Despite a heavy crackdown against the media by the regime, Brig Cheema’s comments were met with derision and even abuse by the press. His comments sounded particularly hollow in the light of demands by politicians across the country for an independent and international investigation into Bhutto’s death – something that US presidential contender Hillary Clinton has endorsed and the Bush administration is weighing. Cheema subsequently retracted some of his remarks, saying he had been misquoted.

During the past six months, suicide bombers have killed some 700 Pakistanis, but the Musharraf regime has failed to track down a single culprit behind the blasts. Now it claims to have resolved the Bhutto murder in 24 hours.
Anger and grief at Bhutto’s death is exacerbated by a crisis in which no political party is willing to accept an election under Musharraf’s auspices. Nobody is willing to accept the government’s explanations for Bhutto’s death. And no general or politician has Bhutto’s courage, to stand up to the growing militancy that has gripped Pakistan.
The insurgency launched by the Pakistani Taliban has now spread from the mountainous tribal areas into the valleys and plains of the North West Frontier Province, where more than 30 million people live. Hundreds of soldiers have surrendered, deserted their positions or fled rather than fight the militants. Al Qaeda uses the Pakistani Taliban to expand their area of influence and make territorial conquests so that a liberated area for the new Caliphate, comprising the border regions of Afghanistan and Pakistan, can be won.

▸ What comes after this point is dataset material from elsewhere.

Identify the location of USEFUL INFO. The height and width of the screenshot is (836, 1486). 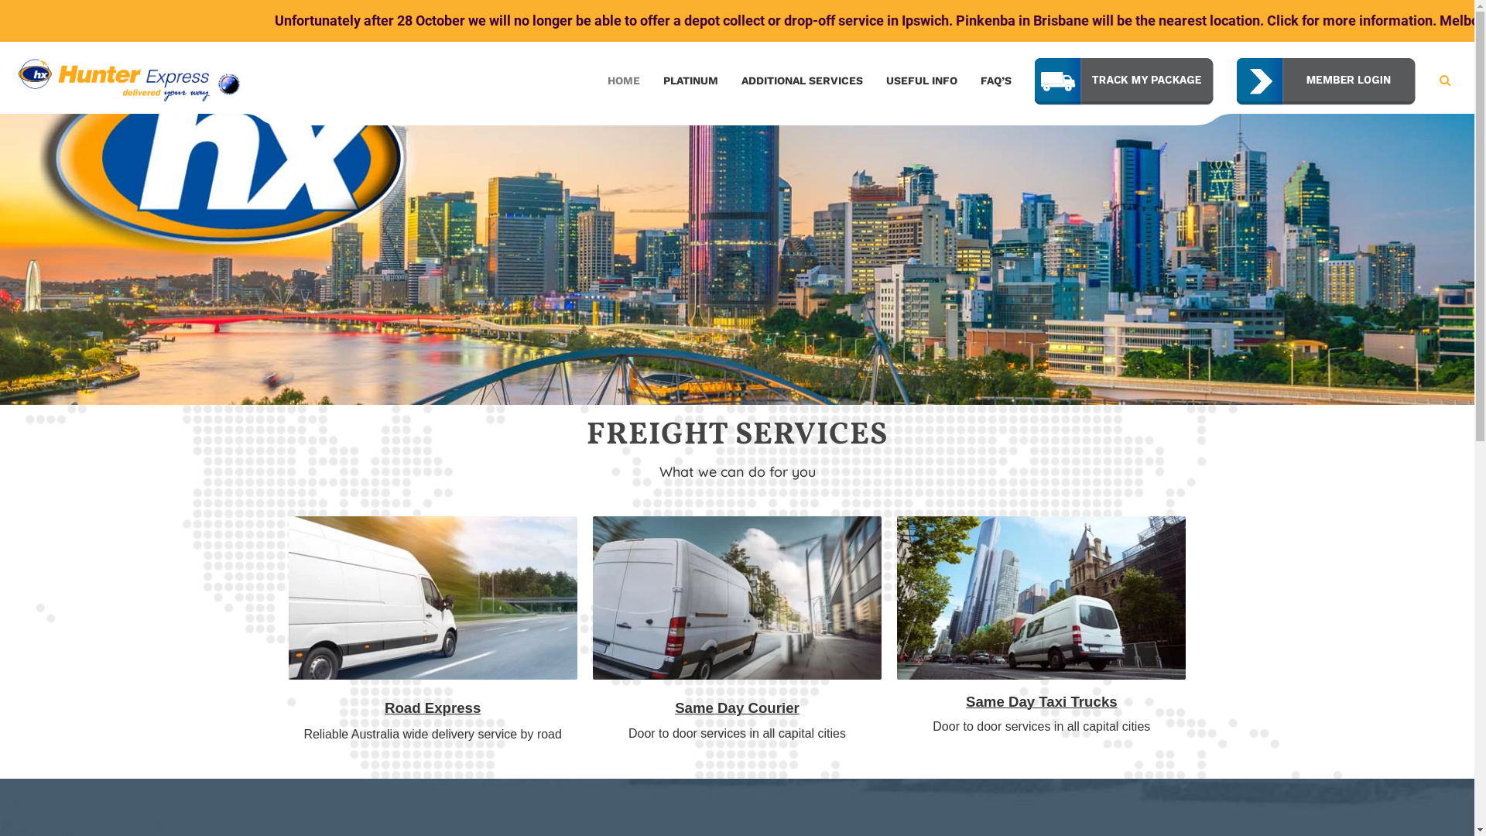
(922, 80).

Restoration of political stability is no longer possible under Musharraf. But he will not resign unless the army pushes him out, the US withholds support or Pakistanis organize sustained street protests. New army chief General Ashfaq Kiyani is still a novice, feeling his way around and surrounded by generals promoted by Musharraf and loyal to him. The former head of the ISI led the intelligence services during the past three years as the threat of fundamentalism expanded across Pakistan, both in tribal areas adjacent to Afghanistan and urban areas. It is the first time in the history of the Pakistan army that an ISI chief has become army chief, but Musharraf has always heavily depended on ISI chiefs for principle advisers. Kiyanai is American-trained.

The military regime has become a master at playing divide and rule among the political parties, fragmenting them. It is essential that all the major parties form a common front, seeking to create a national government and pledge not to become victim to ISI machinations.
The parliamentary elections will likely be postponed and we must wait to see if political parties accept any new date. Few Pakistanis want another round of military rule. What they would prefer is that sustained public pressure forces Musharraf to step down and that the caretaker prime minister, with support from the military, set up a new national government of all the political parties, which could then organize fresh elections under acceptable ground rules. A change at the top is essential if even minimum stability is to return.

Ahmed Rashid is the author of "Taliban: Militant Islam, Oil, and Fundamentalism in Central Asia" and "Jihad: The Rise of Militant Islam in Central Asia" and a correspondent for the Daily Telegraph.